Continue reading Dietrich School Diversity Postdoctoral Fellowship: Race and Inequality in America
23rd to 26th May 2018
University of the West Indies
Cave Hill Campus, Barbados
CFP Deadline: 15 February 2018
The University of the West Indies Errol Barrow Centre for Creative Imagination (EBCCI) invites proposals for papers; movement workshops; performances; site-specific works; academic posters; dance for the camera; theater, and multidisciplinary projects for the Errol Barrow Centre for Creative Imagination 3rd Biennial International Dance Conference, May 23rd to 26th, 2018.
We welcome dance professionals, practitioners and scholars across disciplines from around the world whose research focuses on decolonization to contribute to dynamic discussions and cultural encounters on the topic: “Decolonizing Bodies: Engaging Performance”.
Continue reading 3rd Biennial International Dance Conference
30 June, 2018
Georgetown, Guyana
CFP Deadline: Abstract must be submitted on or before 8 June 2018
Professor Emeritus Dr.

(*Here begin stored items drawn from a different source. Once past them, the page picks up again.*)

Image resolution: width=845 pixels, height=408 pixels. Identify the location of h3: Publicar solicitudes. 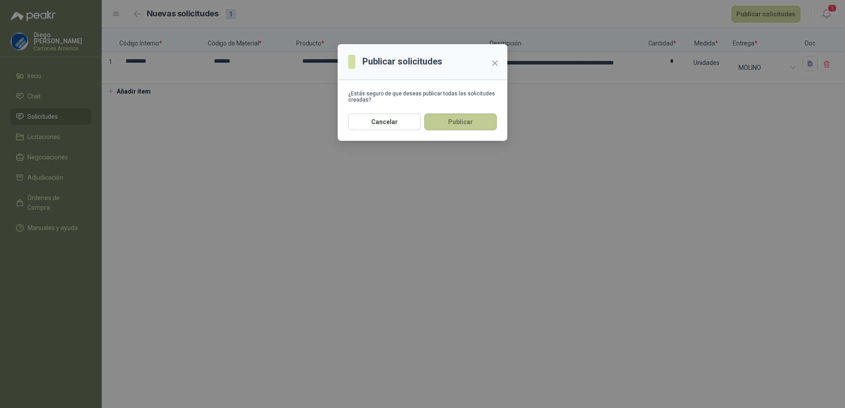
(402, 61).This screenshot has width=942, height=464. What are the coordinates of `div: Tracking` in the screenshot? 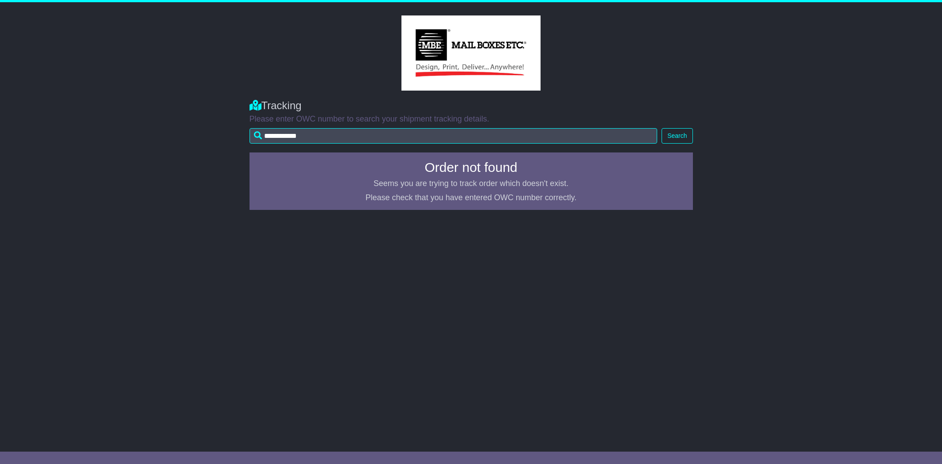 It's located at (471, 106).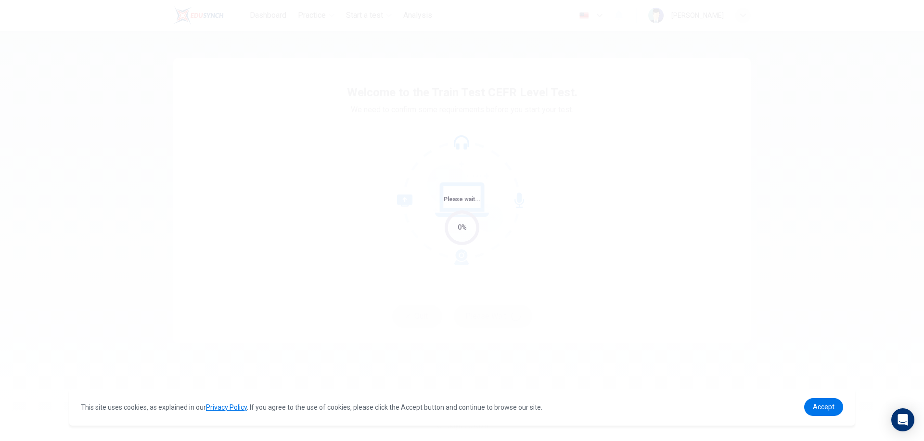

Ian Roberson of the University of the West Indies (St. Augustine Campus), is the Keynote Speaker
Continue reading Guyana Institute of Historical Research 11th Annual Conference
18th to 25th July 2018
Tepoztlán, Morelos, Mexico
CFP Deadline: 10 February 2018
The Tepoztlán Institute hosts an international bilingual conference that meets annually in the town of Tepoztlán, Morelos, Mexico, for a unique week of study and exchange around shared theoretical readings and participant works-in-progress. This summer, the Institute will run from 18 to 25 July.

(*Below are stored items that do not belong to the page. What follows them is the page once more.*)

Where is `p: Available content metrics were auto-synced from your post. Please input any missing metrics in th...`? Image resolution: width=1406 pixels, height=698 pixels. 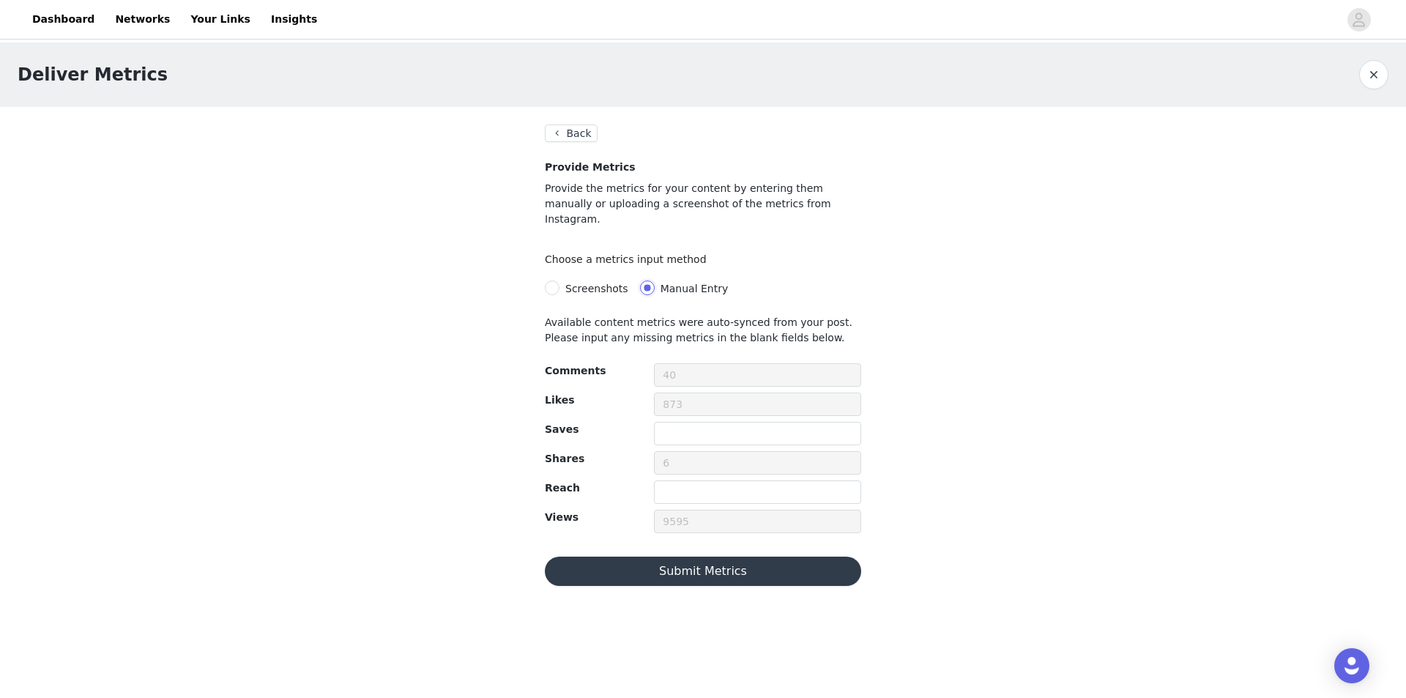
p: Available content metrics were auto-synced from your post. Please input any missing metrics in th... is located at coordinates (703, 330).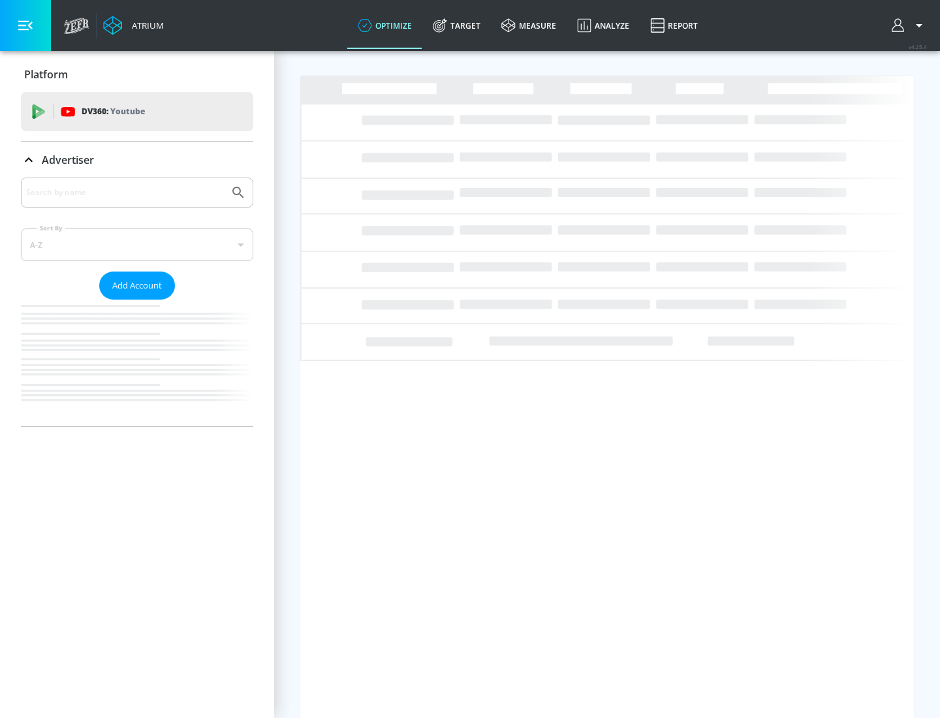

Summer of 2018 will mark our fourteenth year of bringing together scholars from across the hemisphere and from multiple disciplines around a general theme of interdisciplinary salience to the Americas. Our theme this coming summer is: Black Lives/Black Deaths: Disposession, Disappearance, and Enclosure/Vidas Negras y Muertes Negras: Dispojo, Desaparicion y Cercamiento
Spring/Summer 2018 Issue
Theme: “Gathering at the Waters: Connecting Family and Community through Literature and Art”

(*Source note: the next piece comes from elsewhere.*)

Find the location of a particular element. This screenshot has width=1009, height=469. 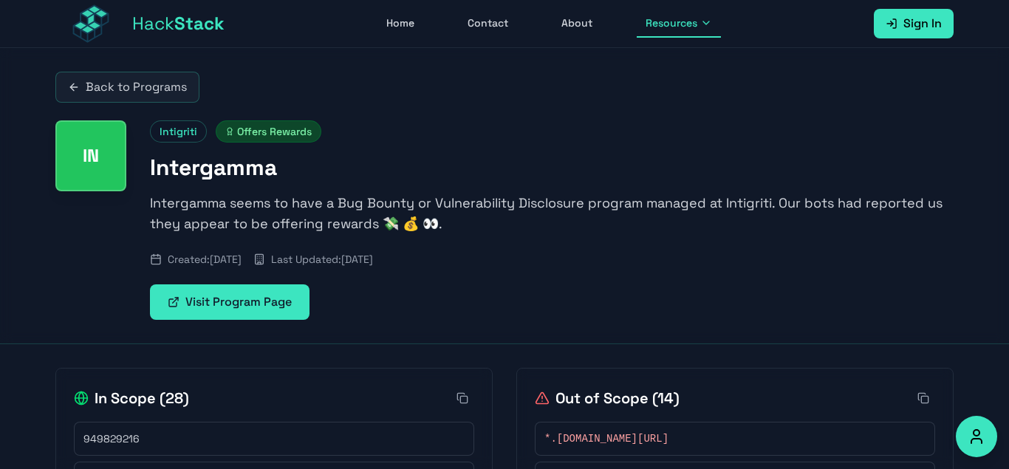

button: Resources is located at coordinates (679, 24).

CFP Deadline: 19 January 2018
Cover and Table of Contents of Fall/Winter 2017 Killens Review
The theme of “Gathering at the Waters” connotes bringing together family and communities to
look at the ways in which we affect and are part of each other’s lives. For the upcoming issue of
the Killens Review of Arts & Letters, Spring/Summer 2018, we want to continue that
exploration of “connecting family through literature and art” in the works of writers of the
African diaspora. We seek submissions of creative nonfiction, fiction, essays, interviews, book
reviews, poetry, memoir, photography, and visual artwork on the subjects of family, community,
and unity in narratives that tell of healing, nurturing, cleansing, and reflection in the times we
live in.
22nd to 25th March 2018
Brooklyn, New York (USA)
CFP Deadline: 15 January 2018
The theme of the 14th National Black Writers Conference, “Gathering at the Waters: Healing, Legacy, and Activism in Black Literature,” acknowledges our concern about the recent, and still continuing, issues of social inequality and injustices that challenge us and builds on the legacy of healing through activism. This timely theme centers on the ways in which Black writers use their writing to explore and convey messages that heal and restore our individual selves and collective community. The Conference will also examine the instrumental role that Black writers have played in building our cultural history; the imprint that this has left in Black literature; and how the literature of Black writers has impacted present-day and future generations.